Tuesday, February 8, 2011

Trip Report: NOLA (Part 1)


After my recent post about my lack of a trip report for my New Orleans trip, I received a couple messages from various people encouraging me to write one. So here it goes!

I found out I was leaving for NOLA on my birthday in September. I have never been thrust into a situation where I felt so unprepared, and plus, I only knew one person there. I sent out probably 30 emails to various people around the country, asking for their support in finding myself a ride from the airport, people to take me around, people to talk to, etc. The immense amount of responses and compassion I found was so incredible. I eventually got in touch with a family there, a friend of a friend, and an old friend who I hadn't seen in years. So one and a half weeks after I learned that I had gotten the grant to go, I departed for the city.

My first twenty minutes in New Orleans made me quickly realize that I had never experienced diversity in this type of setting before. My skin color has never made me a minority in my life, and suddenly I was in a situation where this was the only thing that I could see: a separation and a difference. "Uncomfortable" isn't the word that I would use to describe this feeling, but it's something that I believe everyone should experience at least once in their lives. It was a paradigm shift, and I was grateful for it.

Walking down Bourbon Street from my hotel with my friend Katherine who I hadn't seen for years, I was made aware of the culture instantly. In Laramie, the bars are the only places open past 11 PM which was not the case here. Everything was open, there were lights and colors and people pouring out onto the streets. We sat down at the bar and got ourselves some seafood to go, when I got a call from the family that I was directed to before I left. As soon as we ate, we were off with them for frozen yogurt at a delicious little shop. We talked about the hurricane and everything that I wanted to see and do and visit.

The next day, I woke up ready to go. We had a quick stop by a coffee shop by Tulane while Katherine ran to a meeting. I wandered around the school, and stopped under this tree with an insane amount of Mardi Gras beads hanging off of it's branches. I think this is when I realized how important culture is to this city. It's not a "party" city, it dawned on me that this is a city that enjoys celebrating their mixing pot of culture and food. Tulane was a beautiful campus and I was told that it was not touched by flooding at all. We drove away from the old building structures and big rooted trees and started driving out from the city.


Very quickly, things turned empty. When I say this, I mean to say that buildings turned into shells with broken windows, and houses turned into shipwrecks.



I was amazed how much work had not been done to clean these things up. People lived next to this and walked past the black mold everyday. Sidewalks became covered with vines and weeds and there was so much abandonment. I learned after the trip, that many people didn't have the choice to come back. The amount of money and manpower that it takes to tear these things down is unrealistic.



We tried talking to some people working on a house about the storm, but I realized how difficult it was to start up a conversation with people. Hurricane Katrina, for many people is associated with a lot of hurt, loss and grief. And for going up to talk to complete strangers, many people's defenses go up immediately.


So we drove back through the city, winding through city roads and highways. We passed the Superdome, which if you watched the news when the Hurricane was happening, was the place where thousands of people lived in unbelievable conditions for an unbelievable amount of time. This was five years after the storm, and it was pretty symbolic for me to see the Superdome being resided and renewed. We made our way to City Park to check out some trees that I was told had lichen lines growing around them. The thought is that when the toxic water floated through City Park, it killed the lichen, which is now growing back in distinct rings around the trees there. We made small talk with a couple people, and my main question I was trying to answer was, "Why would you come back here?"
Not being from New Orleans, or not spending more than the past 12 hours there, I couldn't understand why people would come back to a bowl shaped city that could fill with water again any minute. No one could tell me a straight answer, all they could say is that New Orleans just had...a feeling to it.


We also chased pigeons through the park.

I was starting to panic a little because we hadn't talked to anyone that would let me photograph them, let alone talk in depth about the storm to a complete stranger. I felt really unprepared and discouraged, and I was starting to get pessimistic that I would be able to fulfill the requirements for this trip at all. To bring back 25 gallery images in only 2 full days in a new city seemed like an unrealistic expectation.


Copy each line of the data below in which the word "outer" can be found.

Data provided below:

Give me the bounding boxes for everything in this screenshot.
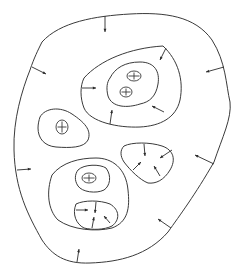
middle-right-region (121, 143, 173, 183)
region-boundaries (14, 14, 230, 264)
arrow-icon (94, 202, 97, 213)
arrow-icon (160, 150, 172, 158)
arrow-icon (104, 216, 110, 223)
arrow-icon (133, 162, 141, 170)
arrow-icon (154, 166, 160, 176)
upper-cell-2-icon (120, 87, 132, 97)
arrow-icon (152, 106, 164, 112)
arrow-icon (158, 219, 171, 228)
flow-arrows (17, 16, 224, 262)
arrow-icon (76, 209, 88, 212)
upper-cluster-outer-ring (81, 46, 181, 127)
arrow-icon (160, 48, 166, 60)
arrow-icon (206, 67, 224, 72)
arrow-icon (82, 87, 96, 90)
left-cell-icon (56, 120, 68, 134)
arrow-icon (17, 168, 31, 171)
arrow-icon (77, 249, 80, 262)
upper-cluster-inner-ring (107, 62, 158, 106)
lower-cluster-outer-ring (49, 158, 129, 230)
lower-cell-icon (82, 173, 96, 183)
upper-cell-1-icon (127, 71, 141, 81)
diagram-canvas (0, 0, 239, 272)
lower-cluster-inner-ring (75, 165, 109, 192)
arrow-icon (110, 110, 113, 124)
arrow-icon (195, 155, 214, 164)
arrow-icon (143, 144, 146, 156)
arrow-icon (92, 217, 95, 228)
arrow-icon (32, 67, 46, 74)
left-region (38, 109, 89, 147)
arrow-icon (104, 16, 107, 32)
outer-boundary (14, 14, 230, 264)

End of Data provided.

■ Answer to the exercise:
upper-cluster-outer-ring (81, 46, 181, 127)
lower-cluster-outer-ring (49, 158, 129, 230)
outer-boundary (14, 14, 230, 264)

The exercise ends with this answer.